Sunday, June 18, 2023

The crisis of identity. . .

If you do not know the name of Richard Rex, you ought to.  He is currently professor of Reformation history at the University of Cambridge and author of The Making of Martin Luther, among other books.  He is a provocative thinker and worth the read even if you may not always agree with what he says.  In this case, I think he is spot on.

 It is beyond question that the Roman Catholic Church is currently in the throes of one of the greatest crises in its two-millennium history. In human terms, its future might be said to be in doubt for the first time since the Reformation. The broad contours of the present crisis are the onward march of secularization in Europe and North America, the purging of Christians from the ancient heartlands of the Middle East, and the erosion of South American Catholicism by the missions of the Protestant and prosperity gospels. More specifically, the horrific and continuing revelations of the sexual and physical abuse of the vulnerable by the clergy, and of the failure of the institutional Church to identify and address the issue, have in some places turned a Catholic retreat into a rout. The dramatic and utterly unforeseen collapse of Catholicism in Ireland in little more than a generation, for example, harks back to the tectonic religious shifts of the early sixteenth century. Only in Africa is there much by way of good news, and it is not always clear how good that news is.

It is a book review that offers much more than a mere review of the work cited.  Rex would have us see what is unfolding for Rome -- but not only for Rome -- the third great crisis of identity.  George Weigel seems to think his analysis is pretty important and we ought to give it a look as confessional Lutherans.
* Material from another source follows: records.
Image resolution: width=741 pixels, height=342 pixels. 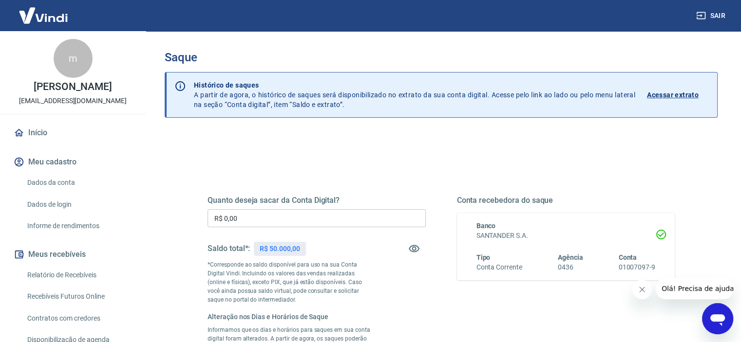 I want to click on img: Vindi, so click(x=43, y=15).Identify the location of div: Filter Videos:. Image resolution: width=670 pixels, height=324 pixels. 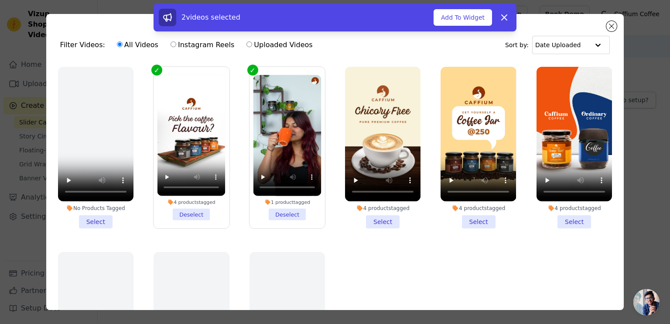
(189, 45).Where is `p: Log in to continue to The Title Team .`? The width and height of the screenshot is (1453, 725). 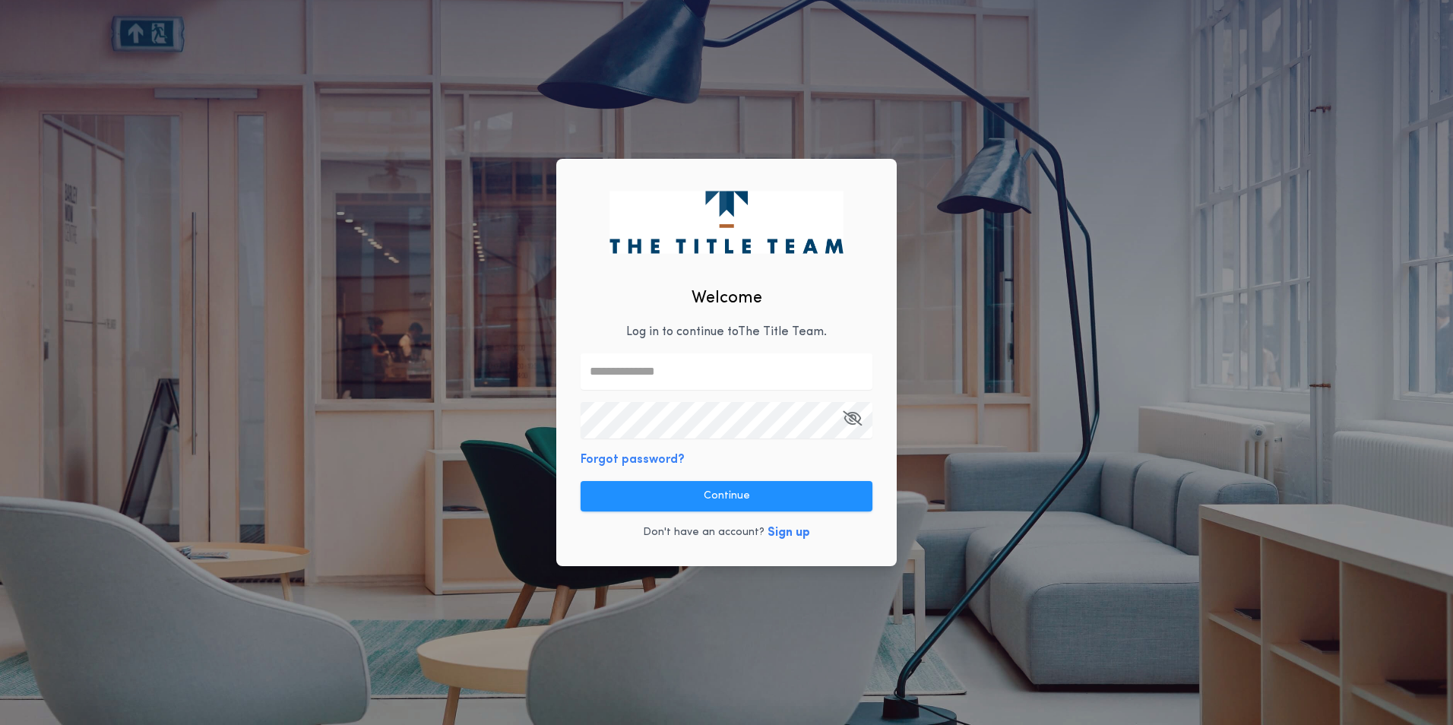
p: Log in to continue to The Title Team . is located at coordinates (726, 332).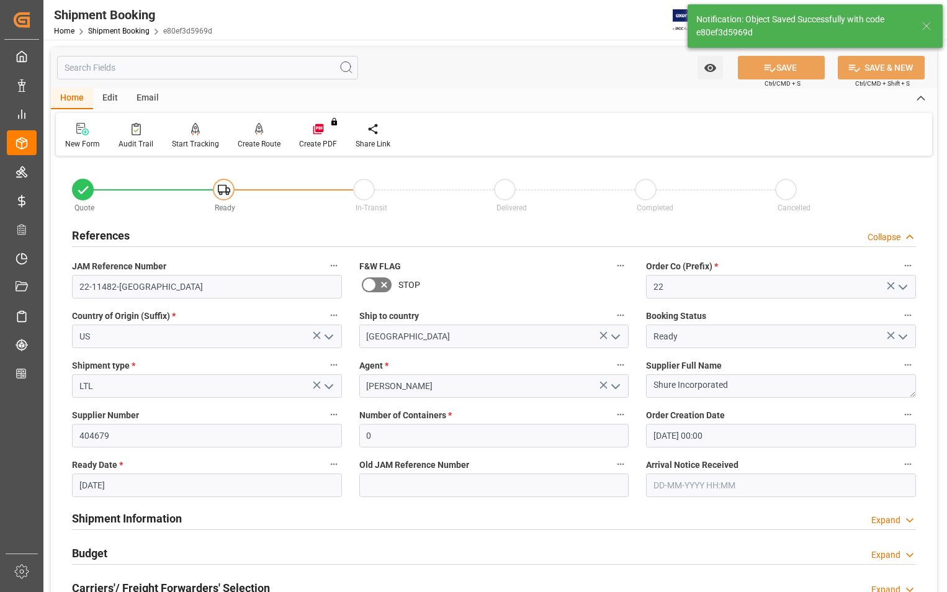 The width and height of the screenshot is (947, 592). I want to click on button: Order Creation Date, so click(908, 415).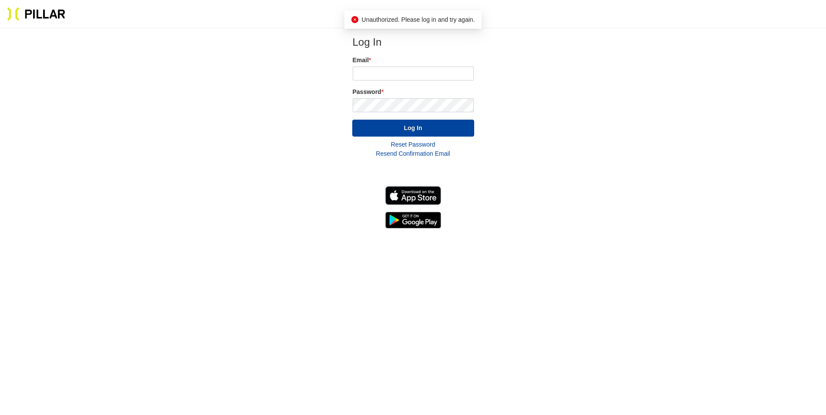 The width and height of the screenshot is (826, 415). What do you see at coordinates (355, 20) in the screenshot?
I see `span: close-circle` at bounding box center [355, 20].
The thesis posited is that the first crisis of Christianity was the pointed and bitter conflict over the question “What is God?”  Eventually that question required an ecumenical council to answer and the solution was the Nicene Creed (First Council of Nicaea in A.D. 325 and the Council of Chalcedon 451). In that creed that has become the staple of every worship service of liturgical churches, we have a definitive statement both of the Trinity and Jesus Christ, true God and true man.  At Nicaea the Church confronted the heretics by affirming that Scripture clearly taught Jesus is truly God and the second person of the Trinity.  At Chalcedon the intricacies of the the incarnation and His divine and human union in the one person of Jesus Christ were explored and set as the standard of orthodox Christology.  Whether we believe it or not, this answer has served as the standard of any orthodox Christian confession ever since.

The second thesis is that the question of the Reformation and of other movements before the sixteenth century movement spearheaded by Martin Luther was the question "What is the Church?"  This was not resolved but ended up resulting in the second great schism of the Church (after 1054 and the break with Orthodoxy which was itself, at least in part, due to a Christological and Trinitarian issue). While Trent was the official response of Rome, it did not stave off the questions and it might be said that the whole Synodality issue in Rome today is the present fruit of the postponed conflict.  It might also be said that neither Wittenberg nor Geneva manifestly answered the question either and ecclesiology has been the Achilles' heel of Protestantism as well. It is at best a smoldering question with paper answers that have been effectively challenged by practice ever since.

Now the third thesis of Rex.  We are in the midst of an ongoing conflict around the question of "What is man?"  The Church seems to have lost its primacy in answering this question and many, especially Protestant but not only so, have deferred to the wisdom of culture and society.  In effect, the Church has lost her voice in a sea of letters and issues from abortion to gender, marriage to family, reproductive technology to euthanasia, contraception to assisted suicide.  Rex maintains that this crisis in secular society has been adopted by the Church and will be, in part, a defining moment of truth.  What was begun as a secular movement of thought has found a home within too many churches and voices even within those who officially repudiate the error of these positions according to Scripture and tradition.

All along the questions have had an underlying issue of truth.  How can the Church have been wrong in the cardinal issues of God, Church, and man?  If the Church has been wrong, how can she be right about anything else?  We are facing the deep abyss of truth and identity that will define not only for our time but for the future if we stand on the side of God, His revelation, and the faithful voices who have contended for the faith over the centuries or we stand on the uncertain ground of changing opinion.  If only we had another Nicea and Chalcedon to effectively give answer for all time according to the unchanging witness of God's Word and legitimate tradition!  Without that mechanism to affirm the truth that does not change, we are left floating on the sea of opinion without a mooring solid enough on which to offer the world anything but opinions.  Before we get there, we can only pray the Lord to come quickly and bring to an end our foolishness.